House tour: a northern Italian home converted from an 18th-century granary
Amidst the world’s stormy chaos of fast fashion and mass production, the Veneto region of northern Italy is a sort of microclimate of highly skilled artisans taking their time and using their hands. At its centre is an 18th-century former granary in the village of Pieve di Soligo, a home and showroom for Paolo Tormena, chief executive of high-end Italian furniture brand Henge.
Over the course of a year, he and his partner (in life and work) Isabella Genovese employed numerous artisans within a 30-kilometre radius of the village to help them bring to life their bespoke accommodation within an extraordinary old warehouse. “It is a prolific area of craftsmanship,” explains Tormena, “and we have a long relationship with many of them, from carpenters to steel- and marble-workers.” They had all worked with Tormena on his very particular products for Henge, a company he founded in 2007 that extols a sense of raw glamour through the mighty dimensions and exceptional finishes of its pieces.
Materials are next level: petrified woods, robust, naturally dyed leathers and unusual varieties of marble found in local quarries. “The brand has been able to forge a niche of refinement, with a huge attention to the past,” says Tormena. “We study how to amplify tactile sensations of natural textures and patinas, designing pieces that intend to age beautifully.”
The restoration and decoration of this large open-plan loft space — christened ‘H-Loft’ — became an all-encompassing tribute to this philosophy and the ultimate collaboration between Tormena and architect Massimo Castagna, who is also his right-hand man as artistic director at Henge. “There was no need to express our wishes to Massimo,” says Tormena. “He knows us well. It’s not simply a relationship; we are all one, we design together every day.”
When they found it, the stucco-lined garret was crowned with a highly intricate arrangement of four hewn timber trusses (an architectural feat with no pillars for support), and dotted with small windows for ventilation. The new layout maintains both; in fact, the wall partitions now rise only part way so that the dramatic trusses of the pitched roof are “undisturbed”, in all their rudimentary glory.
Functional for centuries in producing grain, the old warehouse lacks obvious connotations with the concept of Italian glamour and luxury. But herein lies the “uniqueness” referred to ad infinitum by Tormena and Castagna, one that is all the more relevant in a madly consumerist culture. Luxury here is told in the presence of the human touch; each hand-carved beam and joist that looms above the space took hours of crafting back in the 1600s.
Skip to the present day and another collection of skilled workers took an entire week to lay the floor. Each piece of the 200-square- metre diamond-shaped parquet floor was custom laser-cut and individually laid by hand. The rich palette of bronze and brushed brass is taken to another level again with a traditional process that uses liver of sulphur to blacken silver-plated brass — dubbed ‘H-silver’ and used on the bedroom door and the sliding panels that hide and reveal the kitchen. The kitchen island is a five-metre block of Cappuccino marble designed by Castagna and the dining table five metres of fossilised oak.
A local caster who used to make church bells was engaged to create side tables in cast brass and bronze. Atop these are sculptures in marble and metal by Italian artists Sara Ricciardi, Fausto Salvi, Ugo Cacciatori, Asiatides Cloif and Verreum Vetroidi.
Looming above it all are a collection of Henge’s futuristic Light Ring Horizontal Polygonal lights in hand-burnished H Silver — of the future and yet, in their state of patina, also of the past. “In adding the features of a modern house, the preservation of its strong personality and beauty was a priority,” says architect Castagna. “The heart of the project was to seek a poetry in shapes and materials that could join contemporary with antiquity.”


■ **Aim of the task**:
Pull each line containing "Probabilities" from the data.

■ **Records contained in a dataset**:
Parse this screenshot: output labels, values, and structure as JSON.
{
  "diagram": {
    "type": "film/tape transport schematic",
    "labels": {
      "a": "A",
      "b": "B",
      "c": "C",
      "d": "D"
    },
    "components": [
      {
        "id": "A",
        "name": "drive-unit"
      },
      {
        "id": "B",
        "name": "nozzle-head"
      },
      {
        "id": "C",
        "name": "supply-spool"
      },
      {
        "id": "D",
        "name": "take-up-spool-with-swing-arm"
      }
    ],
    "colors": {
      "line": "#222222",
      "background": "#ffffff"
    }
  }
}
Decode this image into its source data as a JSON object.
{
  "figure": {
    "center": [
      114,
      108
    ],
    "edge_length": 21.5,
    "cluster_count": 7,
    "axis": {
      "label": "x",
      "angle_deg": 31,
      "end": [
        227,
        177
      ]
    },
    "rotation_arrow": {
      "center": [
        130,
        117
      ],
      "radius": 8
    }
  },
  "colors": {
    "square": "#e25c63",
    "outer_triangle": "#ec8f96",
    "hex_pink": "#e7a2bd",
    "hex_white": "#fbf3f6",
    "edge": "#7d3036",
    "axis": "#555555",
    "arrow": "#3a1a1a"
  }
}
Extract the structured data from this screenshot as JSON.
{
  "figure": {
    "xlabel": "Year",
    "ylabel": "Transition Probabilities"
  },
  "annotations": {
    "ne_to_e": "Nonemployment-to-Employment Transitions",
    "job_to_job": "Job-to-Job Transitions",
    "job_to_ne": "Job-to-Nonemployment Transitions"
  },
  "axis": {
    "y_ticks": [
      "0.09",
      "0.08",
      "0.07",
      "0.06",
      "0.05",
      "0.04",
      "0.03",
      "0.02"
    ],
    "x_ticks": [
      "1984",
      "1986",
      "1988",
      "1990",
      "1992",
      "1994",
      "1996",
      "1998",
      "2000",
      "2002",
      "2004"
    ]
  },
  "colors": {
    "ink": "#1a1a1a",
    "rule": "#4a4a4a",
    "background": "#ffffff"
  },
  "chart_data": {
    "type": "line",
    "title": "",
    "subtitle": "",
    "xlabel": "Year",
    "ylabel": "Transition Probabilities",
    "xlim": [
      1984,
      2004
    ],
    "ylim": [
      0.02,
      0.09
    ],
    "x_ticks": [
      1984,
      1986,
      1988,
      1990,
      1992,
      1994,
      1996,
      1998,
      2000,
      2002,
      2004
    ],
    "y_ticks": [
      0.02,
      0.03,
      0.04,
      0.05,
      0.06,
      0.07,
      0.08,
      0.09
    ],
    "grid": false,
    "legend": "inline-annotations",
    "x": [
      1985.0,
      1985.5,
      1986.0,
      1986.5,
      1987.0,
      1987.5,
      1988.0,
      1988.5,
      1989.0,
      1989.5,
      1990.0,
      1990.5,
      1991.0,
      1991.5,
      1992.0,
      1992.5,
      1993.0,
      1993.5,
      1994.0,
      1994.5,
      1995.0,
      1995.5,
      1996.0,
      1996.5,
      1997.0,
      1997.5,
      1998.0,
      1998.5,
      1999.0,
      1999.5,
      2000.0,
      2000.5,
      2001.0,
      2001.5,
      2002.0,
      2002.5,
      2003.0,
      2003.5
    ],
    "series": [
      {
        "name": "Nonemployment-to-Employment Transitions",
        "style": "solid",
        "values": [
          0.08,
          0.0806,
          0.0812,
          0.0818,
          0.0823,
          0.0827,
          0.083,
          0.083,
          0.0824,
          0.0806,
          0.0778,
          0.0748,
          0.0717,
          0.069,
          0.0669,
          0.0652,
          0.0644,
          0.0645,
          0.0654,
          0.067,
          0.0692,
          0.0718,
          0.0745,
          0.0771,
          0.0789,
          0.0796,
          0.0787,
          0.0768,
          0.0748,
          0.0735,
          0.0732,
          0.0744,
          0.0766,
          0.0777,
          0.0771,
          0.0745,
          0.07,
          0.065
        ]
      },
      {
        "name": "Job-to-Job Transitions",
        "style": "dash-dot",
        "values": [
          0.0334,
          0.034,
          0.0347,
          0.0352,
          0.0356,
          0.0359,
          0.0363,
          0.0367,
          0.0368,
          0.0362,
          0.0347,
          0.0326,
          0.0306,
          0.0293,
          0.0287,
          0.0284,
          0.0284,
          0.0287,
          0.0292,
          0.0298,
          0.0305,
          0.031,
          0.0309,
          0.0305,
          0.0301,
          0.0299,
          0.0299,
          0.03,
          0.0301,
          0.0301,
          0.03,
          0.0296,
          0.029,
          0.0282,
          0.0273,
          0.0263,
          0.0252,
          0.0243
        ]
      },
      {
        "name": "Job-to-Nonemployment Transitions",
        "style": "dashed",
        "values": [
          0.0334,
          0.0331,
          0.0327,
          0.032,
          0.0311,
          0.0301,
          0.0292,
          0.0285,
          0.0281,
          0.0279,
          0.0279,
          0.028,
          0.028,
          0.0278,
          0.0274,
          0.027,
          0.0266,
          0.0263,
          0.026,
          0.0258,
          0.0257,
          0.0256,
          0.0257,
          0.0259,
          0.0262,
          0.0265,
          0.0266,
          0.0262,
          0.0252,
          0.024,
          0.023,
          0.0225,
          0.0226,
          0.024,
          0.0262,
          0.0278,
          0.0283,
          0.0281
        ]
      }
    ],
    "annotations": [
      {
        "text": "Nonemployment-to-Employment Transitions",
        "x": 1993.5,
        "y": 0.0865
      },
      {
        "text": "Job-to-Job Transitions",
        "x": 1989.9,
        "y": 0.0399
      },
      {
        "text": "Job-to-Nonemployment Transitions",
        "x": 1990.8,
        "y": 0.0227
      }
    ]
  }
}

--

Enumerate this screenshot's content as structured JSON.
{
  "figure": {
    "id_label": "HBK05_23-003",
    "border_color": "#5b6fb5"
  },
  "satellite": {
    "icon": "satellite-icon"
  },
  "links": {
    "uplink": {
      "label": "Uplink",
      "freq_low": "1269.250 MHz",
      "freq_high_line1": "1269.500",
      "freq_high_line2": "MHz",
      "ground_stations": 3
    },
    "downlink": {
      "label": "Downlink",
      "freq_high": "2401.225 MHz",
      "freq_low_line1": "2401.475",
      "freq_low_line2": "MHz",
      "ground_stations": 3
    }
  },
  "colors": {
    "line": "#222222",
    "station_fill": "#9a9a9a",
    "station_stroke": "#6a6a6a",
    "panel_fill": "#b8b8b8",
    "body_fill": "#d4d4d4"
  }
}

■ **Result of the task**:
    "ylabel": "Transition Probabilities"
    "ylabel": "Transition Probabilities",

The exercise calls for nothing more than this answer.